Work, paid and unpaid, like all of life, is a gift from God. The laborers in that vineyard worked the land, and the land provided for the community. The work that matters never ends with us. God gives us work to use our gifts, and the gifts bless others. “The Christian disciple is, by definition, called to be a Christian worker” (Bruner, 319). Even back when I was working the cash register at Bookmans, I used to say that the work I did that really mattered was work I’d do even if I wasn’t getting paid. Sure, I took the money and ran the credit cards because it was my job, but I would have helped the teenager find the book he needed for school or sold the auto repair manual to the single mom for free. I was serving them. That’s discipleship.
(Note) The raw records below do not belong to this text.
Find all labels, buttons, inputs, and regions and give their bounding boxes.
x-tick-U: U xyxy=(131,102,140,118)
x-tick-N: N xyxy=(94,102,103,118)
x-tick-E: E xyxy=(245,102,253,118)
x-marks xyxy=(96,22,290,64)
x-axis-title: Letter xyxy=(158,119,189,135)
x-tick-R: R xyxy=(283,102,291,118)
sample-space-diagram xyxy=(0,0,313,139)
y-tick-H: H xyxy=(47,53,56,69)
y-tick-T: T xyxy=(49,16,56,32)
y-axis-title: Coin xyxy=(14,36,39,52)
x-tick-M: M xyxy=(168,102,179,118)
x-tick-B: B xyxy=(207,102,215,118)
We are called to work, not a job.
God provides work, but He doesn’t guarantee a particular job. Some of the laborers had a job for a day, others for an hour. There’s no mention of work the next day. Businesses, enterprises, and workplaces come and go. Some last longer than others, but none of them are permanent. “ And the world and its desire are passing away, but those who do the will of God abide forever” (1 John 2:17). Jobs go away, even dream jobs. New jobs emerge. If we’re doing the will of God by loving both Him and neighbor, it matters little where and how it’s happening.
I suppose that’s easier to say than to endure when a job ends unexpectedly and the new job hasn’t been found. When we’re wondering how to pay the mortgage. When the bills are overdue. When our sense of identity is uncertain. Here’s when the simple point–God’s sovereign grace–matters.
Finally, God provides extravagantly.
This is the promise that makes the call to work and the uncertainty of our jobs bearable. We can trust that God will provide for us, somehow, some way. We trust and He gives so His name can be praised.
In my first church where I served as an associate pastor, money was often thin. Several Decembers in a row, when the elders sat down to make a budget, my salary was a topic of debate. Reduce it? Eliminate it? Keep it and hope for the best? I spent the weeks of Advent wondering if I’d have a job in January, and I hated it. One day I complained to a friend about the lousy timing of my job uncertainty during the season of shopping. She sympathized but then commented that maybe December was the most appropriate time for such uncertainty. After all, she said, isn’t Advent all about hope and God’s love?
Fair enough. I didn’t stop complaining, mind you, but I did it with humility.
My friend’s observation is as true in Lent as it is in Advent and all year round. Work is a gift. Jobs come and go. God provides always. And He makes it all possible for the sake of hope and His love.